The outcome is avoidable. A police officer does not have to shoot and kill. In several countries, police officers don’t even carry guns. Last year, a report by ThinkProgress.com exposed some disturbing figures: In 2015, in the 31 days of March, police in the U.S. killed more people than the UK did in the entire 20th century.

In all the countries where police officers don’t cary guns, except Iceland, citizens don’t have access to guns either, which means police are rarely taken by surprise by a firearm. However, officers are typically trained to handle firearms when need be, and can respond to reports of a citizen with a gun by sending an armed police officer to confront them.

Paul Hirschfield, an associate professor of sociology at Rutgers University, explains that U.S. police officers are trained for only 19 weeks on average, compared to, say Norway, where they have three years of training before they’re fully qualified.

“If you only have 19 weeks of training, you’re going to spend those on the most essential things. Unfortunately, in the United States, it’s about what you need to defend yourself. How you’re going to avoid getting hurt,” explains Hirschfield. “If you have three years, you can also learn how to protect people, how to avoid these situations from arising in the first place. It fosters a whole different orientation and culture in law enforcement.”
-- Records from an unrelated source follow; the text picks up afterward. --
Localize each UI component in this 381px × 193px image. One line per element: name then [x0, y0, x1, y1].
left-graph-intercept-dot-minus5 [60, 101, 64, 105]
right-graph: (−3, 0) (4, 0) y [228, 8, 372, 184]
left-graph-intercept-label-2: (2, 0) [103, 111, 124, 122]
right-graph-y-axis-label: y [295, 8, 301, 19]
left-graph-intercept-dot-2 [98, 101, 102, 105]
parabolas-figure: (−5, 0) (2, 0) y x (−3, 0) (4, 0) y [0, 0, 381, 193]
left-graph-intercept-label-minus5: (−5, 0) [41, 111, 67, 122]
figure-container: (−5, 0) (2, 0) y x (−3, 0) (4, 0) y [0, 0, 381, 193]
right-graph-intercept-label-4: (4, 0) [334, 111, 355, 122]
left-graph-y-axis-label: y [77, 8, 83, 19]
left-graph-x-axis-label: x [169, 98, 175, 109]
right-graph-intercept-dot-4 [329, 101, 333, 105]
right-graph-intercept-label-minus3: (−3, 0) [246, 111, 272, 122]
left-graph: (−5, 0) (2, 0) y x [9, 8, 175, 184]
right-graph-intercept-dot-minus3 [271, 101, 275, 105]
In Minnesota, Philando Castile, 32, was shot by an officer when he reached for his wallet to show his license. He was mistaken for a robbery suspect, but pulled over for a broken tail light. “The driver looks more like one of our suspects, just ’cause of the wide-set nose,” the police officer stated. Castile was shot several times, and as he slumped toward the passenger’s seat of the woman recording the scene, his 4-year-old daughter sitting silently in the back seat, the officer stood just outside the driver’s side window, continuing to aim his gun at the dying man at point-blank range.

In 2016 alone, the U.S. has had considerable cause for mourning, and anger has led to retaliation, as the police killings in Dallas demonstrate. But while police officers put themselves in the way of great personal risk, more training may allow them to minimize this risk, both for themselves as well as the public they are protecting.